Nightmare Before Tinsel pop-up is back for another spooky season

Nightmare Before Tinsel
Society Hill Films

Ghosts and ghouls, witching hour approaches.

Philadelphia’s Halloween pop-up bar, Nightmare Before Tinsel, will creak open its doors starting Thursday, Sept. 15, at 4 p.m. at 116 S. 12th Street in Midtown Village. The local favorite will once again have plenty of scary photo opps, witches bru cocktails, seasonal fall beers, costumed bartenders, and tons of frights and flights.

Society Hill Films

For 2022, Nightmare Before Tinsel will debut its new season theme that takes visitors through an apocalyptic zombie-scape, into a vibrant haunted mansion festooned with pirate skeletons, hulking beasts, and famous monsters from across the decades. Nightmare Before Tinsel will remain open through Oct. 31.

“Nightmare Before Tinsel this year hopes to be our most thoughtful, provocative, and exciting Halloween experience yet,” said Teddy Sourias, owner of Craft Concepts Group. “We have been working away to bring you this beloved Halloween tradition unlike any other in the region. We also are trying to constantly think out of the box and have a little fun along the way. Our team has done some amazing work for this year to change things up in a big way – the attention to detail and artistry is next level.”

For 2022, the pop-up bar has been converted from top to bottom with scenes, images and custom art that bring Nightmare Before Tinsel to life. Exhibits, props, decorations and photo opportunities will range from scary and gory, to ironic and funny, the retro and vintage.

“This year we proudly present an immersive fantasy and horror adventure, inspired by a variety of nostalgic horror and fantasy themes,” said artist and interior designer Scott Johnston.

Society Hill Films

This year marks the reunion of Johnston, now as lead designer and artist, with CCG Project Manager Alex Bokulich, and together they have enlisted the talents of dozens of performing and visual artists from across the region, while effectively increasing the wall space to create more thrills and scares than ever before.

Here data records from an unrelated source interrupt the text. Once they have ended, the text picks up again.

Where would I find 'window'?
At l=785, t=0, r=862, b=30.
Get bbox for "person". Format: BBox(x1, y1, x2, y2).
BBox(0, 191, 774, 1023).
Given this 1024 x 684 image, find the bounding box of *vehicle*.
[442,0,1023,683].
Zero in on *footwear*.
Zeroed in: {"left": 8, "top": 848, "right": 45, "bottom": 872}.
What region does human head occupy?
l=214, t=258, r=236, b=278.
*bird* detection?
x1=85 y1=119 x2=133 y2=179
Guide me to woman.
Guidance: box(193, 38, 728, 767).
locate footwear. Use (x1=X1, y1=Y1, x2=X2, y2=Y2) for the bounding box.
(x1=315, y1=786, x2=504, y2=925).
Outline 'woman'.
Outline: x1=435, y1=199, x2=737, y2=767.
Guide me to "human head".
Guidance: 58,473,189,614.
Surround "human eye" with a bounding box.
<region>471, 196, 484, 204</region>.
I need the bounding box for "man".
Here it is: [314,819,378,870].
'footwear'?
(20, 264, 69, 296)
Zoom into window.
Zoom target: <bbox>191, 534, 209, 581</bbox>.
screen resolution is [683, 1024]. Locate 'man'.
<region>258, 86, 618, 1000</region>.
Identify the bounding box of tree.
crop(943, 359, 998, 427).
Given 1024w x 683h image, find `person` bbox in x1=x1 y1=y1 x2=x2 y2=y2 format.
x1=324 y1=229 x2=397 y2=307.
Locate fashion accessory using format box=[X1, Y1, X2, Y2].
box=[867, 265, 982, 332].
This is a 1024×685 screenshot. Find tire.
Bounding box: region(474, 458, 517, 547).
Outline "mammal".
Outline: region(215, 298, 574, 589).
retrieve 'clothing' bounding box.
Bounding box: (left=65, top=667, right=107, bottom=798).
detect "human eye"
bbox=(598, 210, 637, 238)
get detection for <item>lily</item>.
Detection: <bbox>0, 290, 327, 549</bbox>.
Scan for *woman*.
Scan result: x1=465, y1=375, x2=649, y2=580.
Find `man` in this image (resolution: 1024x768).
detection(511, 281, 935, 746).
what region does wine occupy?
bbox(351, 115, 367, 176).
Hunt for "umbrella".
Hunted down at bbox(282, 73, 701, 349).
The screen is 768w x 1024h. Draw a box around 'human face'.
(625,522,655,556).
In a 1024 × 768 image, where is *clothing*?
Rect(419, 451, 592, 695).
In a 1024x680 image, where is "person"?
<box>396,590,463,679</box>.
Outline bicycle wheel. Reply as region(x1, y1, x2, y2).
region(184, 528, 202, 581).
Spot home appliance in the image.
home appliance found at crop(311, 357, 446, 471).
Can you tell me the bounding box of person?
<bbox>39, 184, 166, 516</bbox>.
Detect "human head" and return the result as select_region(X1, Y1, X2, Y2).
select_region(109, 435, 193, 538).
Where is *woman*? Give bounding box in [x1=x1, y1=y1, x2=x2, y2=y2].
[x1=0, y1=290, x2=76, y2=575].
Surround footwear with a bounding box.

New features this year include 17 “living” screens, showing videos with surprises around every corner, as well as custom DJ playlists for each night of the week, curated by South Philly based DJ “The Touched” on loan from the Mahoning Drive In Theater. The playlist for each night centers on specific eras and themes of horror cinema, interspersed with popular (and esoteric) music from their respective eras.

Nightmare has also added dozens of lifesize as well as “larger than life” fantasy and horror figures throughout the space, from fuzzy nostalgia to “knock your socks off scary,” with hundreds of curious artifacts and custom artworks throughout the space. The ever-popular throne room is back and full of surprises.

“Look for less quick passing thrills and much-more in depth, immersive and detailed scares in the new Halloween galleries,” said Bokulich. “The focus this year was about maximizing our space, adding more depth and on the story-telling. A lot of the things you will see in nightmare this year were not sourced, they were specifically crafted by original artists – this is the most original art and custom installations ever for Nightmare.”

Among the fiends lurking about in Nightmare, look for a smoking dragon, larger than life skeleton and zombie version of Philly favorites Gritty and the Phanatic. Additionally, Johnston, Bokulich and CCG has partnered with the Belasco Collection UK for an exhibit within the nightmare that they say is “Not for the screamish.”

For information, visit nightmarebeforetinsel.com and follow @TinselPhilly on social media.